8. Ignoring your ADC's champion. If your ADC picks Jinx, they want to farm to two items. If your ADC picks Draven, they want to fight immediately. Adapt your playstyle to your ADC's champion, not the other way around.
Frequently Asked Questions
What are the best champions for learning support?
Start with Leona or Nautilus if you want to learn engage — they have straightforward kits with clear engage patterns and their crowd control teaches you timing and commitment. Start with Nami or Lulu if you want to learn enchanting — Nami teaches trading with her W bounce and Lulu teaches peeling with her polymorph. Once you are comfortable, add Thresh (the highest skill ceiling support), Bard (roaming specialist), or Pyke (assassin support) to your pool.
Should I take Ignite or Exhaust?
Ignite is the default for most supports in 2026. It gives you kill pressure in lane and applies Grievous Wounds against healing.

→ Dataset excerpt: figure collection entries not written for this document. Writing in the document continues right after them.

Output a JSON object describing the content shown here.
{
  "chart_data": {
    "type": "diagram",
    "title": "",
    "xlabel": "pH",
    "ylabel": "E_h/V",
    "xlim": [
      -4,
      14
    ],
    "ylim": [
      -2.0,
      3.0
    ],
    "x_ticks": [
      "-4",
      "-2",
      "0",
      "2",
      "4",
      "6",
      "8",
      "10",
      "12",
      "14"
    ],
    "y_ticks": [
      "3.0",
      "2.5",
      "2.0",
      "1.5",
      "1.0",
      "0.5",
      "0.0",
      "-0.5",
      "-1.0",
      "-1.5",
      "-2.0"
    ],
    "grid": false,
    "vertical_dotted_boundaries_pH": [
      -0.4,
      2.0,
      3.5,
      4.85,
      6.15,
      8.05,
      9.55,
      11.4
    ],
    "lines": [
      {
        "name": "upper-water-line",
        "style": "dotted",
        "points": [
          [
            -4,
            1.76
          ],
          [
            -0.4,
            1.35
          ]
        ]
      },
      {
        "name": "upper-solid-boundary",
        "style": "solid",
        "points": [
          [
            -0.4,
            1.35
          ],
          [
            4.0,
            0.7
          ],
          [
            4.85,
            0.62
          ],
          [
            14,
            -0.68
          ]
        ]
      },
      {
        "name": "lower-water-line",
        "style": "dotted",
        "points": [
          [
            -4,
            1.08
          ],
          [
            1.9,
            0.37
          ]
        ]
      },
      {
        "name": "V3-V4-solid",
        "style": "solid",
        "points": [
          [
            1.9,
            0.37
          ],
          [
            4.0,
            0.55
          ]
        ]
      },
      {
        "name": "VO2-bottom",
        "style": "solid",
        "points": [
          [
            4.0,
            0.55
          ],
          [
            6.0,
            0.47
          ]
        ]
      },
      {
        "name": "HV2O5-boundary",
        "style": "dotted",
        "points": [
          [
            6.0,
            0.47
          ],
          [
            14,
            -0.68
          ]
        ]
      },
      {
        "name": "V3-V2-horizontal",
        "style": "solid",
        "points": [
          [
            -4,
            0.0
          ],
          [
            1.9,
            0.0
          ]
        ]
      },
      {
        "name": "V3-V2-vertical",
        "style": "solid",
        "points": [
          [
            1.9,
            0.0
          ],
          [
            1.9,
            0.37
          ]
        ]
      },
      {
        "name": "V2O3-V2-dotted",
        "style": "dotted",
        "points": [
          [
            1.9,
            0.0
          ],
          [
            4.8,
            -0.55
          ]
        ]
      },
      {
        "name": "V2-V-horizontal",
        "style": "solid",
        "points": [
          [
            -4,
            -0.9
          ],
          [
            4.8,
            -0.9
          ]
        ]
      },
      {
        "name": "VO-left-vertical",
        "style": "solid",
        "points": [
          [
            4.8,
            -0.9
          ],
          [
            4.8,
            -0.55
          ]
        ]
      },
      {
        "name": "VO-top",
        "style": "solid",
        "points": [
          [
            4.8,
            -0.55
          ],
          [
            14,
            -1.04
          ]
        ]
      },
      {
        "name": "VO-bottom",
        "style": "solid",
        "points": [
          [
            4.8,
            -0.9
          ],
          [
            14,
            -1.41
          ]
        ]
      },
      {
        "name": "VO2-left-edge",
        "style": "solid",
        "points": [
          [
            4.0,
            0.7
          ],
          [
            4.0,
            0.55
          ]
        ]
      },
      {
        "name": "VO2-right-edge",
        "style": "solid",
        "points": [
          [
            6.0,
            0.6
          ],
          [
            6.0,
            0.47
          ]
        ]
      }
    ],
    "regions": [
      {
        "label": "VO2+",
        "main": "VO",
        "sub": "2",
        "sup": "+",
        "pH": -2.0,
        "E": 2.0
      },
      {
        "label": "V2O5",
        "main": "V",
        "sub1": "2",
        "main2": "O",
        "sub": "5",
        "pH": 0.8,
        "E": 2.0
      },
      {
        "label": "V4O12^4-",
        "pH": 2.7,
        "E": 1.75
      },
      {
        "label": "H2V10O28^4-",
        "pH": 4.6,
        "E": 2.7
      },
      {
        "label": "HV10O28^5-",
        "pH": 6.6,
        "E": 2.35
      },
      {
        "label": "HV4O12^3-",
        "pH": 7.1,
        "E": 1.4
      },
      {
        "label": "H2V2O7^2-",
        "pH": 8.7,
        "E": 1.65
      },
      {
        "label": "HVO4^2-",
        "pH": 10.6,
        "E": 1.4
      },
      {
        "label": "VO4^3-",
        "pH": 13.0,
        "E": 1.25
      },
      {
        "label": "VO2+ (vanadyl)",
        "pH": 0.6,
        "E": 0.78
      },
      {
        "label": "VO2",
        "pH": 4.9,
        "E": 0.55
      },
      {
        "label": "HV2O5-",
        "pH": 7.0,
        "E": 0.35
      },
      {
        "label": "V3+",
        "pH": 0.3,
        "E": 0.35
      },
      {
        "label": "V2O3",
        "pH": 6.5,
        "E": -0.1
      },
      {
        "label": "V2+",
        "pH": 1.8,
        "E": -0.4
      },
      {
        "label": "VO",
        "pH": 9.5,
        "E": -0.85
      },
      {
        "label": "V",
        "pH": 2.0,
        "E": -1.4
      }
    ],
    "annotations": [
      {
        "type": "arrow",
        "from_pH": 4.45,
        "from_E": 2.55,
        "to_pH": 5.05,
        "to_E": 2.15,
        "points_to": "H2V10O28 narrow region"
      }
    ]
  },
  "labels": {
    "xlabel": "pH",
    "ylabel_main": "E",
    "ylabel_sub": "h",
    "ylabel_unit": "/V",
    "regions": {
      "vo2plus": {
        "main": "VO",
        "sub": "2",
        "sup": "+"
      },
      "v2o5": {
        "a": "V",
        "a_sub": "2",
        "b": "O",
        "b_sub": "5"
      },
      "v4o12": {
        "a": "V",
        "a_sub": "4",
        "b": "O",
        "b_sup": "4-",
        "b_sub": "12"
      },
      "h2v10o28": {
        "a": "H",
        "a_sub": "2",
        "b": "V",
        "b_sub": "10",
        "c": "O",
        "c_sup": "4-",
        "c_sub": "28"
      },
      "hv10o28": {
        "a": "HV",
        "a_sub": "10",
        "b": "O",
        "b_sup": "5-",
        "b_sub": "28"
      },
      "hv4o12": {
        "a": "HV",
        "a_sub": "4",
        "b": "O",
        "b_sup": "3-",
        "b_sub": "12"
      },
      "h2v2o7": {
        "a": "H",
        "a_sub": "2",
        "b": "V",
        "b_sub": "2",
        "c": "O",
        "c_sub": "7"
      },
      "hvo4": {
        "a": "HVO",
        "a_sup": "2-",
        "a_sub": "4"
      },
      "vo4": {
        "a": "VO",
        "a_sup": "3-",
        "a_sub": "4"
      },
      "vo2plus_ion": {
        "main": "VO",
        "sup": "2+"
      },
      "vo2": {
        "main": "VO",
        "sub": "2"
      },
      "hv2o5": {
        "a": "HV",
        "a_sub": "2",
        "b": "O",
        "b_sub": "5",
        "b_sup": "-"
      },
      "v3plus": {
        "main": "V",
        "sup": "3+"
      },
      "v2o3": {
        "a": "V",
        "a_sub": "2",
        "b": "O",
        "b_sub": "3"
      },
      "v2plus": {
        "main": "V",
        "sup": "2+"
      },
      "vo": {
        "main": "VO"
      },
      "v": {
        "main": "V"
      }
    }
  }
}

Take Exhaust when the enemy team has a fed assassin (Zed, Talon, Katarina) or a hypercarry ADC (Jinx, Kog'Maw, Vayne) who needs to be shut down in teamfights. Some enchanters like Soraka prefer Exhaust by default because they already have healing and want the defensive utility.
How do I deal with hook champions in lane?
Stand behind your minion wave — hooks from Blitzcrank, Thresh, Nautilus, and Pyke cannot pass through minions. If the enemy hook champion walks around the wave to get an angle, mirror their movement and keep minions between you. Buy a Control Ward for the lane brush if they are hiding in it. If they miss their hook, punish them immediately — hook champions without their hook are extremely vulnerable for 10 to 16 seconds.
When should I leave bot lane permanently?
Leave bot lane permanently after the first tower falls (yours or theirs), or around the 14-minute mark, whichever comes first. After that, you should be rotating with your team for objectives, roaming to other lanes, and establishing vision control around the next major objective. Your ADC should be farming a side lane alone while you play the map.
How do I support a bad ADC?
Lower your expectations and look for other win conditions. If your ADC is struggling, roam to other lanes more frequently and invest your time in teammates who are performing. In teamfights, peel for whoever on your team is actually carrying — that might be your mid laner or jungler instead of your ADC. Your job is to help your team win, not to babysit one player.
Should I take CS when my ADC is gone?
Yes, but only if the minions would die to the tower otherwise. If your ADC recalled and a wave is crashing under your tower, last-hit the minions. Gold that would be lost to the tower is better in your pocket. Do not push waves or take CS when your ADC is present and farming — support gold generation comes from your item, not from stealing CS.